User Guide · Core Concepts · Atomic skills

Atomic skills

MetaFine ships 21 motion-planning primitives, each typed by the affordances it requires and the phase it belongs to. New skills are registered with a single decorator and become composable immediately.

What is a skill?

A skill is the smallest unit of interaction in MetaFine — a motion-planning solver that achieves one well-defined operation on one well-defined part of an articulated asset, with a clear pre/post contact-state contract. Grasp this handle. Rotate this knob 90°. Slide this drawer 5 cm out. Skills are not learned policies; they are deterministic experts used to generate demonstrations and to define what a task even means.

Every skill carries metadata: which affordances it requires of its target part, which phase it belongs to, and default parameters that make it run without arguments.

The three phases

Skills are classified by what they do to the contact state — this classification determines what composes safely with what.

Interaction
Engages the object; transitions contact state. Starts a chain.
grasp_part · press · flip_switch · lift_lid · insert · place
Continuation
Operates on an already-engaged part. Safe to chain after interaction.
pure_rotate · pure_slide · pure_insert · pure_lift · release_gripper
Bundle
Pre-composed multi-step routines kept atomic for now (until they're split).
lid_opening · stand_up · toggle_switch

The phase distinction is enforced by the task-graph validator: a continuation skill emits a clear error if the preceding stage left the gripper disengaged.

Skill catalogue

SkillPhaseRequires (affordance)Typical use
grasp_partinteractiongraspableEngage a named part with the gripper.
pressinteractionpressablePress a button / pad without grasping.
flip_switchinteractionflippableToggle a switch (single binary motion).
lift_lidinteractionliftableGrasp + lift a removable lid.
insertinteractioninsertableAlign + insert a part into a socket / hole.
placeinteractionplaceableSet a held object onto a surface.
stackinteractionstackablePlace onto another object.
pure_rotatecontinuationrotatableRotate the already-grasped part about its joint axis.
pure_slidecontinuationslidableTranslate the already-grasped part along its prismatic joint.
pure_liftcontinuationliftableRaise the held object by N cm.
pure_insertcontinuationinsertableContinue insertion from a pre-aligned pose.
release_grippercontinuationOpen the gripper; terminate the engagement.
draw_partinteractiondrawablePull a drawer / sliding part.
open_partinteractionopenableOpen a door / hinged panel.
lid_openingbundlegraspable + liftableBundle: grasp lid then lift to clearance.
stand_upbundlegraspable + liftableBundle: tip a lying object upright.
toggle_switchbundleflippableBundle: approach + flip + retract.

(A handful of internal variants are omitted; consult SKILL_REGISTRY for the live list.)

The skill registry

core.skill_registry.SKILL_REGISTRY is the single source of truth that maps skill name → SkillSpec (the solver callable, the required affordances, the phase, default parameters). At import time every skill module registers itself; downstream code looks skills up rather than hardcoding strings.

from core.skill_registry import SKILL_REGISTRY

spec = SKILL_REGISTRY["pure_rotate"]
print(spec.phase, spec.requires)
# → 'continuation' ('rotatable',)

@register_skill

A new skill is a decorator + a function. The decorator declares its phase + affordance contract:

from core.skill_registry import register_skill

@register_skill(
    phase="interaction",
    requires=("graspable", "pressable"),
    defaults={"force_n": 8.0},
)
def grasp_and_press(env, target, *, force_n=8.0):
    """Engage the part and apply a brief press."""
    grasp_part(env, target)
    press(env, target, force_n=force_n)
    return env.last_step_info

Once imported, the new skill is automatically eligible in task graphs whose target parts declare both graspable and pressable.

Composing skills

Two ways to compose:

  • YAML task graphs — declarative; preferred for evaluation. See Task graphs.
  • Python callbacks — for programmatic curricula or learned planners. Call run_task_graph(env, graph) directly from your script.

Both paths share the same validator, so an invalid chain (continuation after disengagement, missing affordance on the target) fails the same way regardless of how it was constructed.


• [Your instructions]
Show only those lines of the entries where the string "crate" is found.

• [Data for analysis]
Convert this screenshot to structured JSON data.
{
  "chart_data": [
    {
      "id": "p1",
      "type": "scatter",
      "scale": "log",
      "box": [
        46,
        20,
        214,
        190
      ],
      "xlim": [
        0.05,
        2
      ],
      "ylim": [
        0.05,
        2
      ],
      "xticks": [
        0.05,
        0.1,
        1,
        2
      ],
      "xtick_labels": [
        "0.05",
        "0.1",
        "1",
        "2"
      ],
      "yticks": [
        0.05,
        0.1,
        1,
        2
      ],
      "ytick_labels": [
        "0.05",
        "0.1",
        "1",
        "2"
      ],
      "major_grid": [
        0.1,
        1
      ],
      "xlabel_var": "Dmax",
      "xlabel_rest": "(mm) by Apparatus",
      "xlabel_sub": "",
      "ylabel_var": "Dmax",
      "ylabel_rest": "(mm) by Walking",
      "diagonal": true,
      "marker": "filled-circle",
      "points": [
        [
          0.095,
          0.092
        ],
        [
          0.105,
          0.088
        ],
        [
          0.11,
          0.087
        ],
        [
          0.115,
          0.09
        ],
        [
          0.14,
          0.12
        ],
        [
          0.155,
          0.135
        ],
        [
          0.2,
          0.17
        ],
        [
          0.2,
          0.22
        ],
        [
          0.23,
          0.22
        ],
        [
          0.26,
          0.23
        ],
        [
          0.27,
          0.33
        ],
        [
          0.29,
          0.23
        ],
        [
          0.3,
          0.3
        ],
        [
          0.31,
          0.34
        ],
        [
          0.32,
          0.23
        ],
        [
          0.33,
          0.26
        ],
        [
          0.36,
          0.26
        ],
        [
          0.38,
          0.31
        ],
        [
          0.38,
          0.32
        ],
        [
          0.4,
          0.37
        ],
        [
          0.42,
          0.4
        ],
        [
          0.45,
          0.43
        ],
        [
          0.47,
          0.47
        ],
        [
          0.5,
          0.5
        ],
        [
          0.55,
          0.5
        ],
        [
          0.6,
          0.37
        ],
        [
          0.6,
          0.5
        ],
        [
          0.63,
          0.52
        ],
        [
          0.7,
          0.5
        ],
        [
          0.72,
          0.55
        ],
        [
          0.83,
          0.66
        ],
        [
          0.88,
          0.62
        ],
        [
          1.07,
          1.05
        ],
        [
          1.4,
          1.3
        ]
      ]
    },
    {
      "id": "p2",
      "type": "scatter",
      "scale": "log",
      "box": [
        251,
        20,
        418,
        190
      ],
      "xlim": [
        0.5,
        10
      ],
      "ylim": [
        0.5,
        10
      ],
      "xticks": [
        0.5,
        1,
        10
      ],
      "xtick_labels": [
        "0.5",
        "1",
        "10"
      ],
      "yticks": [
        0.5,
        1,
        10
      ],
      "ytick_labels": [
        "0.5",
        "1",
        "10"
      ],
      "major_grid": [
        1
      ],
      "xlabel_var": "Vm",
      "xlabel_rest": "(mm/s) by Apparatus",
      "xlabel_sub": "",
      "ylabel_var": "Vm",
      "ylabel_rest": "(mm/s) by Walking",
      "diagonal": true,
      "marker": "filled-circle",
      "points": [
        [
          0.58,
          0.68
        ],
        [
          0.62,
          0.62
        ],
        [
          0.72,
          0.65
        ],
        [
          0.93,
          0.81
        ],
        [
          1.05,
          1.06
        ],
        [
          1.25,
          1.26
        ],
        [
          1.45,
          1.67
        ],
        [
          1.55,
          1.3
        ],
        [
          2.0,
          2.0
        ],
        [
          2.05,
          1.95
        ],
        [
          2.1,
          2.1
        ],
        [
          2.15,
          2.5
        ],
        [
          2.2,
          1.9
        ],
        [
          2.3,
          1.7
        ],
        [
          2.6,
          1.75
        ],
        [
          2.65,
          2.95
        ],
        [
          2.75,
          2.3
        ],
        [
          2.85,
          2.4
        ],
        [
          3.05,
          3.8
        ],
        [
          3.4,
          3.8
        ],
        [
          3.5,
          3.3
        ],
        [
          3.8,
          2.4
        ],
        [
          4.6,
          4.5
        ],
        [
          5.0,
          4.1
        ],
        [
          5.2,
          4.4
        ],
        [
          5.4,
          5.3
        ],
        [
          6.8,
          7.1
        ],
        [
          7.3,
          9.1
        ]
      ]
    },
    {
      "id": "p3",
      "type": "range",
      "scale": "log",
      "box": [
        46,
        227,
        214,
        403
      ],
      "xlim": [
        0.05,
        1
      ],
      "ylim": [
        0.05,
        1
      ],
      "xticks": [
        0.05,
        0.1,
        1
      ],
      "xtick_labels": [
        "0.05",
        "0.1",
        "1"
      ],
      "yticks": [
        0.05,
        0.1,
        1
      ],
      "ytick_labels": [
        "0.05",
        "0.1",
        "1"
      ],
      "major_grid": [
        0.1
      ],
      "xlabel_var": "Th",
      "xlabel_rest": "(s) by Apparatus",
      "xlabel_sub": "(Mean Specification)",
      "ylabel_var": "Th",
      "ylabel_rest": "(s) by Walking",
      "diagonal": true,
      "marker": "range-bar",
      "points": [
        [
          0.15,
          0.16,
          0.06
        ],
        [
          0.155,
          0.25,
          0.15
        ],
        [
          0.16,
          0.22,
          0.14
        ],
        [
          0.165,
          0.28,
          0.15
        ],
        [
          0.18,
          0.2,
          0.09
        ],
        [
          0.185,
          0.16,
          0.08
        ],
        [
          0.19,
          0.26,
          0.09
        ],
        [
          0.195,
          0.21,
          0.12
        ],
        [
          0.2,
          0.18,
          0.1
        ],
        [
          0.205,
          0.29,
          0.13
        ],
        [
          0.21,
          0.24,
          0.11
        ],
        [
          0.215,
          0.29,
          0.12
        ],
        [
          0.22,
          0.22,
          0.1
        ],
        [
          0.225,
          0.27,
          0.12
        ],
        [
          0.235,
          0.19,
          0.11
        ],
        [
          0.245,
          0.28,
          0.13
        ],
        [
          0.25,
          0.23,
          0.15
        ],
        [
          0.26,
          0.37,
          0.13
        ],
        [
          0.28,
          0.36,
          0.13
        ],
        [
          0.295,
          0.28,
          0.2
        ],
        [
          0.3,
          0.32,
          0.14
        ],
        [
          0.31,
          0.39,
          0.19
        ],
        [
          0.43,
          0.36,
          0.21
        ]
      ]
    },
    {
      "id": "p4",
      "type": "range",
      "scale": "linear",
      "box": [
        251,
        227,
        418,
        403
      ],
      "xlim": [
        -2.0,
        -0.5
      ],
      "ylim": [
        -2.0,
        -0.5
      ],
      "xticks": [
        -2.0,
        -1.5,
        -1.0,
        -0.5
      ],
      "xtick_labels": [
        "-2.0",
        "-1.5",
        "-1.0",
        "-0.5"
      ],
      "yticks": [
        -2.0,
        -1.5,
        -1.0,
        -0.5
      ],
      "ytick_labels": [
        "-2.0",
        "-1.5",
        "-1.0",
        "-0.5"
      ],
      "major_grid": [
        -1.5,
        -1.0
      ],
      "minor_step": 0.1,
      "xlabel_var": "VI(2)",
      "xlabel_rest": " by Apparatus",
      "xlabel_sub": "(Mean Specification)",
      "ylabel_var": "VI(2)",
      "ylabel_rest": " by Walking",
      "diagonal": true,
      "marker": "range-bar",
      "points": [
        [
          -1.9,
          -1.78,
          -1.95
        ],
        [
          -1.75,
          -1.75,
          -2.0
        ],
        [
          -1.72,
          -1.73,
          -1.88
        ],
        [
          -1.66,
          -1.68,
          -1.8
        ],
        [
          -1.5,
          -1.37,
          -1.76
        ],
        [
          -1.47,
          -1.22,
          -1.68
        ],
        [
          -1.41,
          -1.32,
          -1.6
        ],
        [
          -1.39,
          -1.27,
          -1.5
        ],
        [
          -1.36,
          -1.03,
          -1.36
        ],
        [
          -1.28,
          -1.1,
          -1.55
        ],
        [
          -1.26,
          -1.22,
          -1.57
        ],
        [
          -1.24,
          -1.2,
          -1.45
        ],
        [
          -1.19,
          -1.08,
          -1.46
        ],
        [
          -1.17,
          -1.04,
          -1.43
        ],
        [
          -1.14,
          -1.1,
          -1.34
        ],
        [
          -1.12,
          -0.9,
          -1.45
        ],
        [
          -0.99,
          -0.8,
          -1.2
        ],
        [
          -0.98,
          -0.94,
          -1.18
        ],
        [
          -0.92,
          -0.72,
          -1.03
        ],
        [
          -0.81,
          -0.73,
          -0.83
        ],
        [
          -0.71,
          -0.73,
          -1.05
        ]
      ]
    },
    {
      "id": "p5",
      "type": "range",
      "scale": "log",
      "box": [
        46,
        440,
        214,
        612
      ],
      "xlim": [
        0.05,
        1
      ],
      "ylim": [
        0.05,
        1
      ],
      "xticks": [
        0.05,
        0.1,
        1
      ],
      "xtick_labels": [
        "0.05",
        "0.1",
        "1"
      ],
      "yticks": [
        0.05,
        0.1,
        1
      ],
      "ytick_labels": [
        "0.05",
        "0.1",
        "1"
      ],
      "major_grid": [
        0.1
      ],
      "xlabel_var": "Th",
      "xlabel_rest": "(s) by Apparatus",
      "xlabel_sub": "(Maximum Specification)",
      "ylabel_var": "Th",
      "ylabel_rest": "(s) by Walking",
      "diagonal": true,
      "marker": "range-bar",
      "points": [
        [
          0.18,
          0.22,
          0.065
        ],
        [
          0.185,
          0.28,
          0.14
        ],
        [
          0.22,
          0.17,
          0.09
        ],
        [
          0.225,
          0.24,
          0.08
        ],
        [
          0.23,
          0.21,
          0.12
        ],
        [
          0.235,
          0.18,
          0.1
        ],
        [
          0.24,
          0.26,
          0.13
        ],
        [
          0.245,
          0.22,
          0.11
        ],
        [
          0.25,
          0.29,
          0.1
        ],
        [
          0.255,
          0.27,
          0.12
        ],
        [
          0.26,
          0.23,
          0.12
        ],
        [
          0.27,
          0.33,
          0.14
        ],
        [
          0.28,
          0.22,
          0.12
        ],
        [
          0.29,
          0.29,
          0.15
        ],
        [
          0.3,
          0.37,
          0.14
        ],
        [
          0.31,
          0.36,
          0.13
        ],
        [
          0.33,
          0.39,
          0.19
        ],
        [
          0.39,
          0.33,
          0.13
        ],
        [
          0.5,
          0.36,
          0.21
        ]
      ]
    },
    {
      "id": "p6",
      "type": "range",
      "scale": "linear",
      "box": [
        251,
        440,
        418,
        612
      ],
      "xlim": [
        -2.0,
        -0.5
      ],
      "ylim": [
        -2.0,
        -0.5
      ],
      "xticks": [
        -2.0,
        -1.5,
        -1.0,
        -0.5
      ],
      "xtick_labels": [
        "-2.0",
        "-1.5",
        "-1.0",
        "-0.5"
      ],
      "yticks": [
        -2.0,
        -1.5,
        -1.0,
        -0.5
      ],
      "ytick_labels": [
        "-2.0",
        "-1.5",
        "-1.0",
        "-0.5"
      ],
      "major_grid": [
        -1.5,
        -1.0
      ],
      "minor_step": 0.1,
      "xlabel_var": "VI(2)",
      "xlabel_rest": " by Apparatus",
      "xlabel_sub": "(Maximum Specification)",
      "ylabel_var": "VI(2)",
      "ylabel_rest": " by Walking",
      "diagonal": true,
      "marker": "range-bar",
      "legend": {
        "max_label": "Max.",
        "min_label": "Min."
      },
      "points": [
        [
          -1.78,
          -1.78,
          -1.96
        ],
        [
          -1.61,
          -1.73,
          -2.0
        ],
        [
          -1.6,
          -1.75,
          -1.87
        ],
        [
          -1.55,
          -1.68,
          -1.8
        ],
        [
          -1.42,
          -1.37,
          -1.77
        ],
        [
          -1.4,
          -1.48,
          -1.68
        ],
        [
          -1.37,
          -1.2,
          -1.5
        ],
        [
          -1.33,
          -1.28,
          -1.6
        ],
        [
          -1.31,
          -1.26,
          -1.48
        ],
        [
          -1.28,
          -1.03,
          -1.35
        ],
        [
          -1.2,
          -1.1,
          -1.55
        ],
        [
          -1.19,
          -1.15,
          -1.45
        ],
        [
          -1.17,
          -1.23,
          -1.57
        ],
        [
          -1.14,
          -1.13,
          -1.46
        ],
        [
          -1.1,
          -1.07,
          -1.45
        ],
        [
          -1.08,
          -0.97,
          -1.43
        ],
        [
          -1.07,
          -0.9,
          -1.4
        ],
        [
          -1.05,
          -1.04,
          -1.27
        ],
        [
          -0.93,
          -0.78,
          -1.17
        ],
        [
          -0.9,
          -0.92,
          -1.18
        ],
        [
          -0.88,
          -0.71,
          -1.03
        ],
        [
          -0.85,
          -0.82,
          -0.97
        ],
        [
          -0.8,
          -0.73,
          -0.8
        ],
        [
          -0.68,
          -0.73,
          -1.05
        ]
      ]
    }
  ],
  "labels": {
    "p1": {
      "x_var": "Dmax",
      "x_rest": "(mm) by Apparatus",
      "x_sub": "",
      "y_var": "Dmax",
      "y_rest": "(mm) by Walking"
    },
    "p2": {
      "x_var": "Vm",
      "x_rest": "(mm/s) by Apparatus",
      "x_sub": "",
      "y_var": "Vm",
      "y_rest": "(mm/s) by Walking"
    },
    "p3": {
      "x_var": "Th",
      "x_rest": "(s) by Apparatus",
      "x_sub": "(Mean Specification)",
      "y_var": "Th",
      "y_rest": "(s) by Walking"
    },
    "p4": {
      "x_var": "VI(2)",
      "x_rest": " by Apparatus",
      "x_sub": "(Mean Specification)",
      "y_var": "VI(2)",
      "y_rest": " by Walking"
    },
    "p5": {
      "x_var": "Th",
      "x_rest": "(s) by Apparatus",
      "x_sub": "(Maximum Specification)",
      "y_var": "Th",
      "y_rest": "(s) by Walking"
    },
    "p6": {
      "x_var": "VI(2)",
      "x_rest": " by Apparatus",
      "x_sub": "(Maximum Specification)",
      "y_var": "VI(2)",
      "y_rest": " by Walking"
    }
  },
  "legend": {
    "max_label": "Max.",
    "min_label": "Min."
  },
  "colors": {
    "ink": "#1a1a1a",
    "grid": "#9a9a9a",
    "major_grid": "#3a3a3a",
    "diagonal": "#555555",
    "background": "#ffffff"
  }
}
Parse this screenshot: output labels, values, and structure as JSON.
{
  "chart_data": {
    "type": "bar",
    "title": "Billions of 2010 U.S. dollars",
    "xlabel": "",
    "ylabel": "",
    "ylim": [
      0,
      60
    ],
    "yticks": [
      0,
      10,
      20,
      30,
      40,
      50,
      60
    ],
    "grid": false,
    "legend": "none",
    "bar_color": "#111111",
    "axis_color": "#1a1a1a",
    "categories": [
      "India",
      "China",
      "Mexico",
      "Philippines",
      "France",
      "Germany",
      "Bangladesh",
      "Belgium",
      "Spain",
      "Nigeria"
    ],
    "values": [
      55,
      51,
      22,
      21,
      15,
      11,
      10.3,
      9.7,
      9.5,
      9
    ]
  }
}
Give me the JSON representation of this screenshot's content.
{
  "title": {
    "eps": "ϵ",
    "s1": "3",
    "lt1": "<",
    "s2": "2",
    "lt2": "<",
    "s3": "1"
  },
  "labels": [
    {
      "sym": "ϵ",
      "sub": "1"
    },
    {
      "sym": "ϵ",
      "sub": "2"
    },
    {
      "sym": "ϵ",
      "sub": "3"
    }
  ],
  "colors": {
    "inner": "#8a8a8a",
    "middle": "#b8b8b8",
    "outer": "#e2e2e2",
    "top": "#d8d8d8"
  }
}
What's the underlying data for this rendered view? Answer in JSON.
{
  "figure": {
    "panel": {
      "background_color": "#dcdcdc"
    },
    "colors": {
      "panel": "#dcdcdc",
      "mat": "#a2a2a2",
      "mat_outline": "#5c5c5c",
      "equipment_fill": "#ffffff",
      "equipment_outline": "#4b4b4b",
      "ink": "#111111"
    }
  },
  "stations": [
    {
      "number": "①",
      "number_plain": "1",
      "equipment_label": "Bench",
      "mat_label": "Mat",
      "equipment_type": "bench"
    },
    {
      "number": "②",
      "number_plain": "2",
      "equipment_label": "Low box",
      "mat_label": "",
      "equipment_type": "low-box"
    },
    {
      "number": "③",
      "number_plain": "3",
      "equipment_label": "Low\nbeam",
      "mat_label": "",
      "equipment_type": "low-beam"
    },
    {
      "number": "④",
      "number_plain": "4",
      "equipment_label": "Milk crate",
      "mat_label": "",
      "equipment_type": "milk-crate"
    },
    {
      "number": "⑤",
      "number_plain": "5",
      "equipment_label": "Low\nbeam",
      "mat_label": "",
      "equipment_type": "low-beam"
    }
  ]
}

• [Response]
      "equipment_label": "Milk crate",
      "equipment_type": "milk-crate"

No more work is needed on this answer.